Livni tells mayors: Every citizen must do national service

Barak talks tough on Iran; Netanyahu promises new infrastructure.

livni haoman 248 88 ap (photo credit: AP)
livni haoman 248 88 ap
(photo credit: AP)
Every citizen will be obliged to perform some form of national service, Foreign Minister and Kadima chairwoman Tzipi Livni said Thursday at a Tel Aviv gathering of over 100 mayors from around the country. Referring to the country's haredi and Arab populations, the majority of whom do not serve in the IDF alongside secular and modern Orthodox Israelis, Livni said that if "every citizen in this country is required to do military service, civil service or national service," it would contribute to unity and equality in the country. The Kadima leader, who has spent the past year heading up the Israeli negotiating team to the US-sponsored Annapolis process, also said the final result of peace would be a Palestinian state that would "fulfill the national aspirations of Israel's own Arab citizens." "The peace process is premised on building two nation-states. The establishment of a Palestinian state will fully express the national aspirations of Palestinians. Israel will have the symbols, the law of return and other unifying elements of [Jewish] nationhood." "This is not discrimination," she added, "because every citizen will still be equal in rights." Under a Kadima-led government, Israel's education system would reflect this, with a mandatory core curriculum that includes citizenship, English and mathematics being taught in Arab and haredi school systems. Livni promised the Education Ministry would not be in the hands of a "sectorial party, especially not Shas." Defense Minister Ehud Barak, Labor's candidate for prime minister, used part of his speech to refer to the Iranian nuclear program and the new US administration's stated intention to dialogue with the Islamic Republic. "If they're going to do it, the Americans should keep the dialogue with Iran short, limited in time and followed up by sanctions according to Chapter 7 of the UN Charter," said Barak, adding that "Israel is not taking any options off the table. We don't intend to allow Iran to reach nuclear weaponization." Likud prime ministerial candidate Binyamin Netanyahu, who leads in polls, promised the mayors a Likud-led government would give them more local policing powers and extend the country's train system to the far northern and southern ends of the state. All three candidates vowed a new focus on governmental reform, citing the Israel Lands Authority as the first target of efforts to streamline government bureaucracy.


** EXERCISE INSTRUCTIONS **
The reply should contain every entry exactly as given, with no pictures in it.

(Dataset rows describing interfaces)
=== Section Start ===

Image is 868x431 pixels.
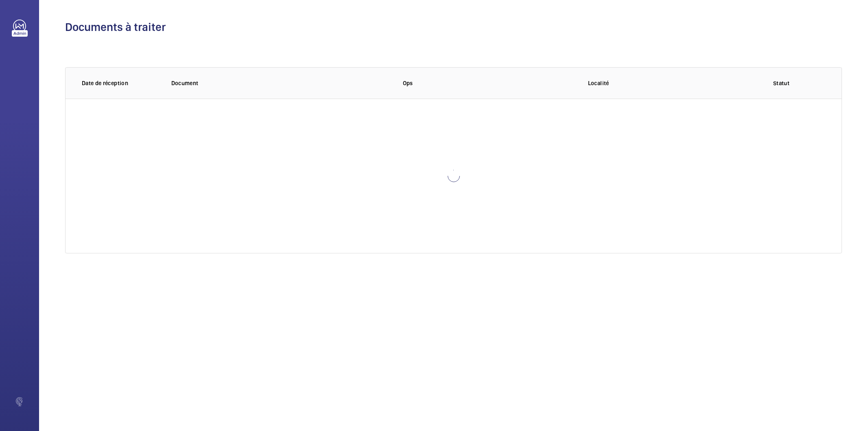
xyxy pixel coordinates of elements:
[82,79,159,87] p: Date de réception
[588,79,760,87] p: Localité
[773,79,825,87] p: Statut
[171,79,390,87] p: Document
[65,20,842,34] h1: Documents à traiter
[403,79,575,87] p: Ops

=== Section End ===

** ANSWER SECTION **
Image is 868x431 pixels.
xyxy pixel coordinates of elements:
[82,79,159,87] p: Date de réception
[588,79,760,87] p: Localité
[773,79,825,87] p: Statut
[171,79,390,87] p: Document
[65,20,842,34] h1: Documents à traiter
[403,79,575,87] p: Ops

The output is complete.